Speaker of the House sounds like a great job on paper, I grant you. There are awesome perks like a sweet-ass gavel, not having to indulge in a knife fight for the least shitty office spaces with other congresspeople and all that free TV time trying not to fall asleep while photobombing every single State of the Union speech.

Both the role and the power of the office as a prize fluctuate depending on whether or not the speaker's party matches the president's. If they match, you get to preside over a period of furious lawmaking and agenda-setting, working in frantic concert with the executive branch in the two years before the next cycle of elections sees either you or the president thrown out of office by a fickle electorate completely allergic to the idea of functioning, constructive, cooperative government. None of us really pays any attention in civics classes, not because they're usually offered in 12th grade when the American human brain reaches peak ennui, but because the idea of "separation of powers" is something we innately get. Not only get, insist on. Carefully delineated roles laid out in separate articles of the Constitution to guarantee "checks and balances," fine. But what if we had that with just a leeeetle bit of "Real Housewives of Atlanta" thrown in? That's way better TV. And internet. And Thanksgiving Day hate-speech amongst family.

It takes all kinds, too. We’ve had simple one and a Bond villain one and, what hey!, even a lady one once. Wait, lemme re-check... aaaand... yep, just the once.

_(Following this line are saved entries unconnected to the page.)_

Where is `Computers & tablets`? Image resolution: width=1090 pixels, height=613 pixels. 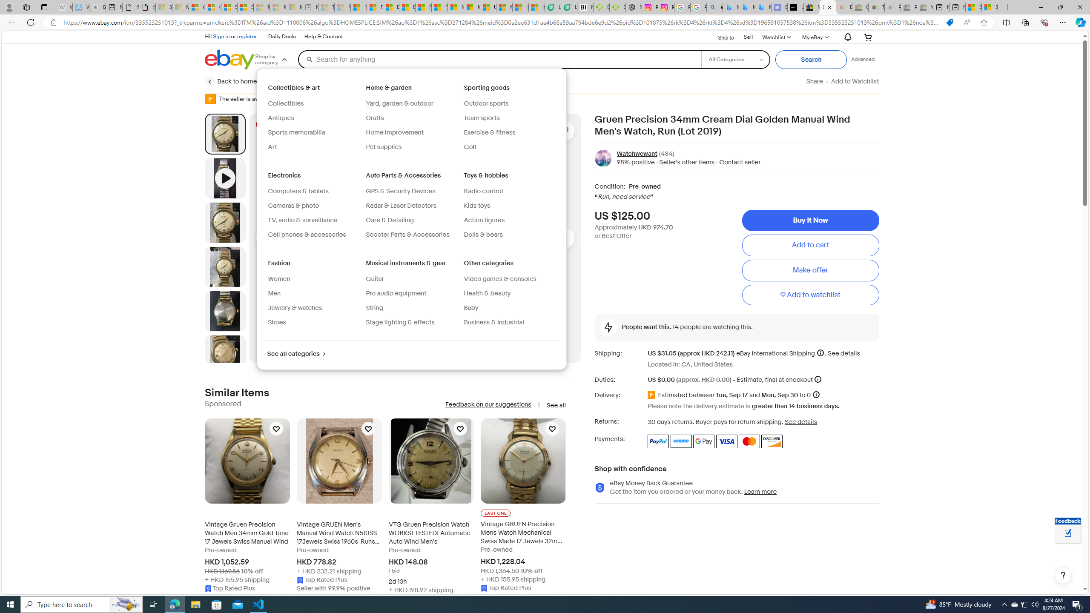
Computers & tablets is located at coordinates (314, 192).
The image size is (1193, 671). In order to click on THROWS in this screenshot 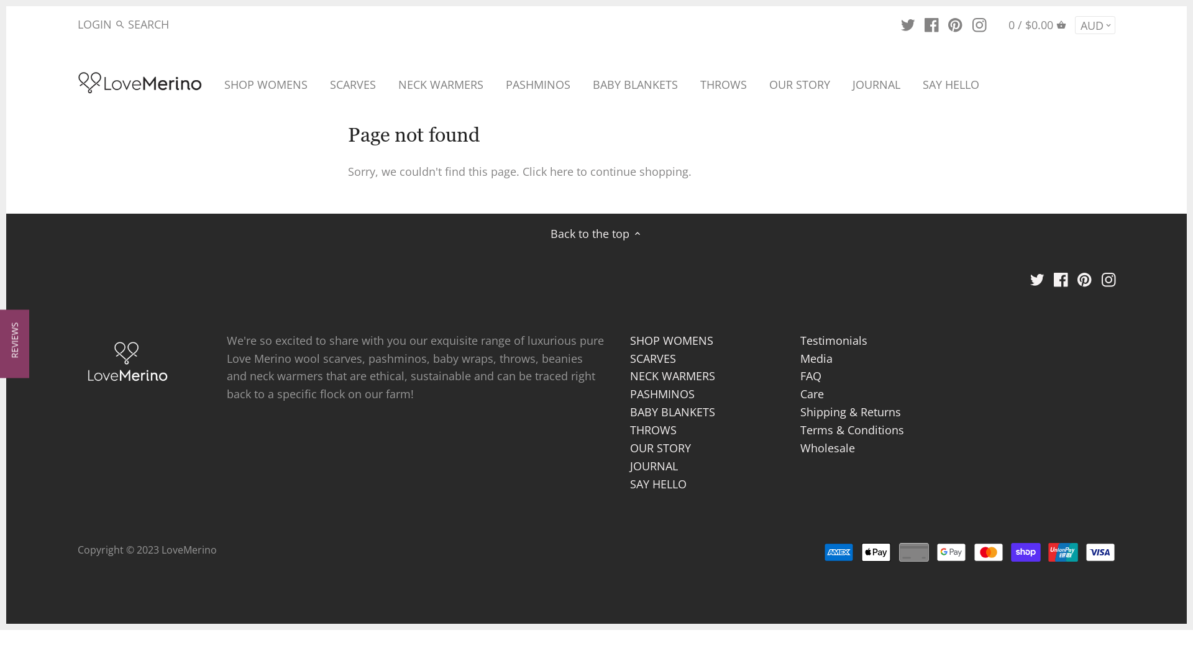, I will do `click(723, 87)`.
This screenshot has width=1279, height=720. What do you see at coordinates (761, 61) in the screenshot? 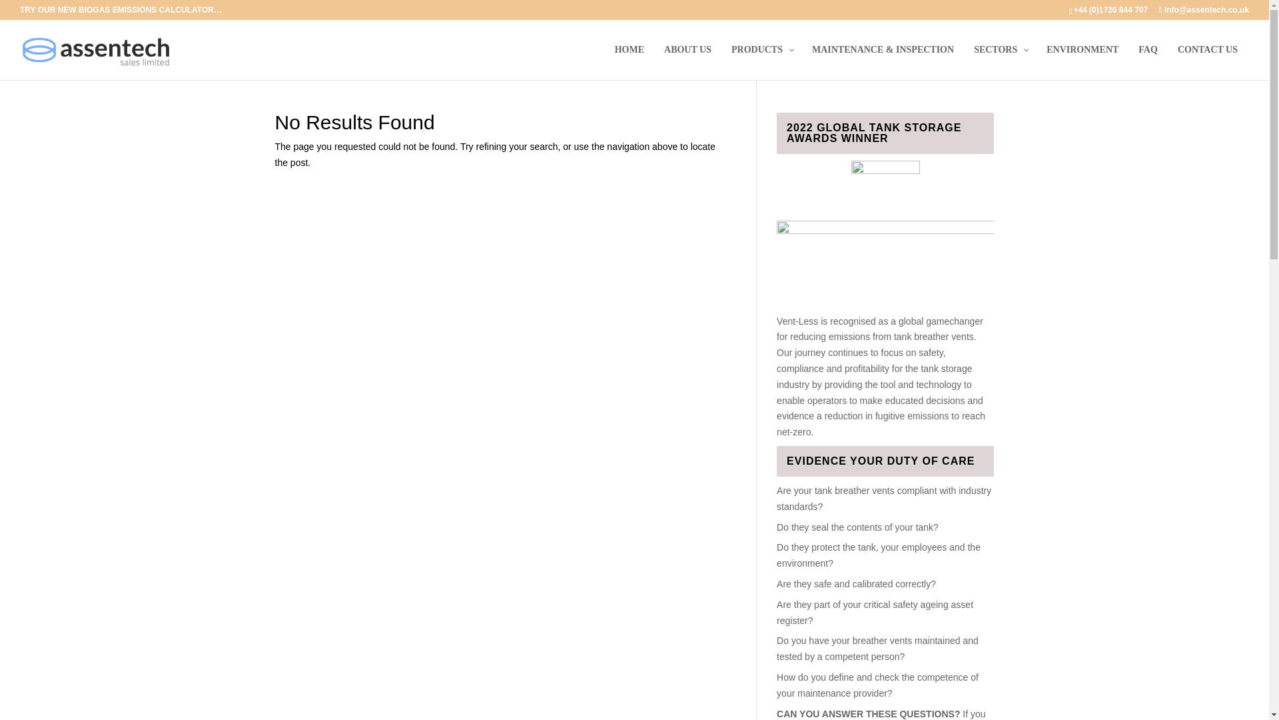
I see `PRODUCTS` at bounding box center [761, 61].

There are drawbacks, though. The main one is: you have to be Speaker of the House. Like the whole time, that's your whole job. You have to corral a bunch of people, all of whom have been tragically encouraged in the exact same farcical megalomania and who are prone if not required by both the very nature of their jobs and the prequalifying narcissism that got them there to be a contrarian pain in the ass. There are 435 congressional districts, all with very different if not diametrically opposed needs. Now in my job (which I not only volunteered by had to fucking campaign for) I have to try to convince them that this bill to cap emissions from coal-burning power plants is something they want? That's a lot of handjobs. Which in congressional terms, often looks like DoD contracts for shipbuilding facilities.

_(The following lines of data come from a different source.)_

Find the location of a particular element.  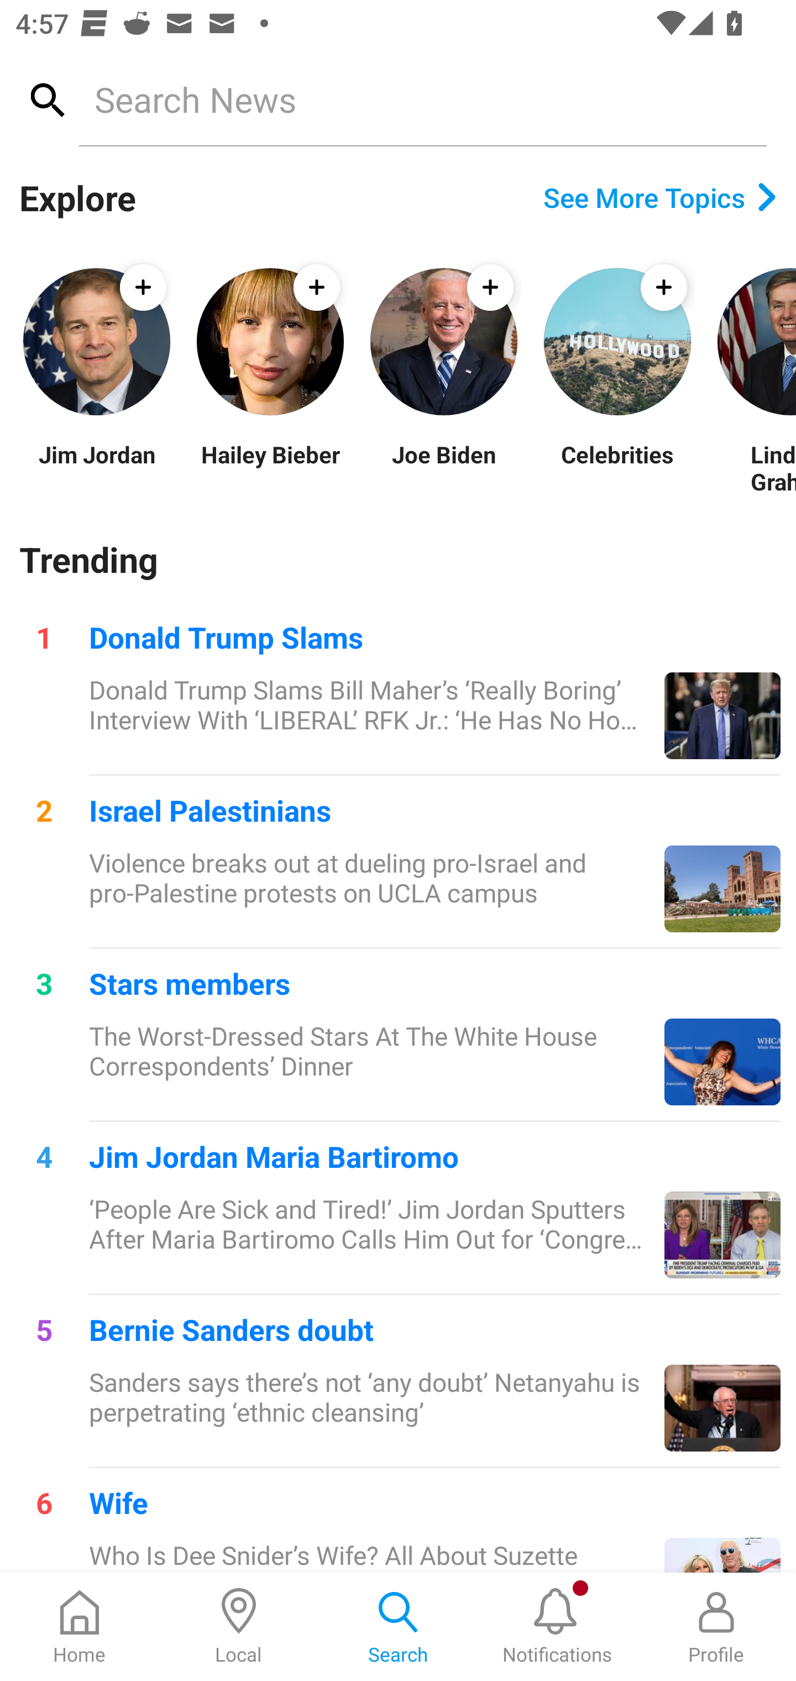

Jim Jordan is located at coordinates (96, 468).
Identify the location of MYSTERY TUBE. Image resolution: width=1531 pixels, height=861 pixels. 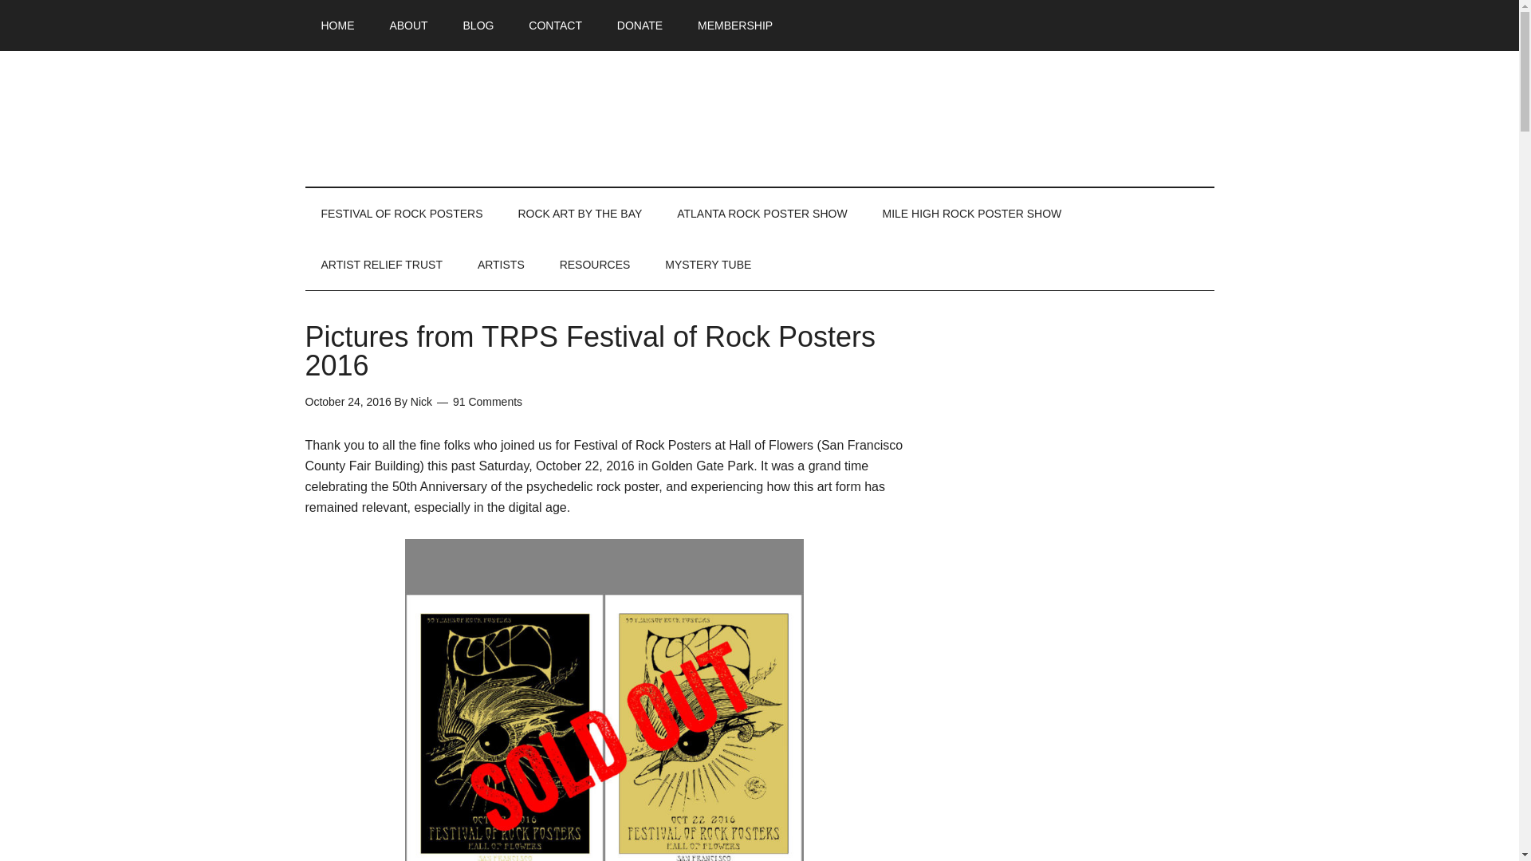
(708, 265).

Also, since it's elective, you have to keep in the good graces of these people if you want to maintain your position. That means if the fucking lunatics break out, kill the orderlies and seize the asylum like a pirate ship, you have to be the first one to fashion an eyepatch out of a single-serving applesauce lid and start screaming at your naked shoulder as though there were a parrot there.

Like poor John Boehner now, the SotH with ALL the feelings, has got to roll his ass out there in front of camera, in public, and say he thinks it's a good idea for Congress to sue the president because O'Bummer is, like, so totes out of control with executive orders and we (and this is a real quote) "didn’t elect a monarch or king."

I try to give John Boehner the benefit of the doubt. I know his job is hard. And maybe he's fighting so hard to keep it, compromising his personal integrity or even his ability to simulate human reason in front of other humans, because he knows if he goes, what replaces him is going to be some kind of Tea Party Blackbeard to whom governance is anathema and just got into this whole "public service" thing for the maximal pyrotechnical potentialities. I have to think that. Otherwise the person third in line of succession to the presidency actually believes it's a good idea to attack a whole separate branch of government based on ideas that are disprovable with one visit to snopes.com.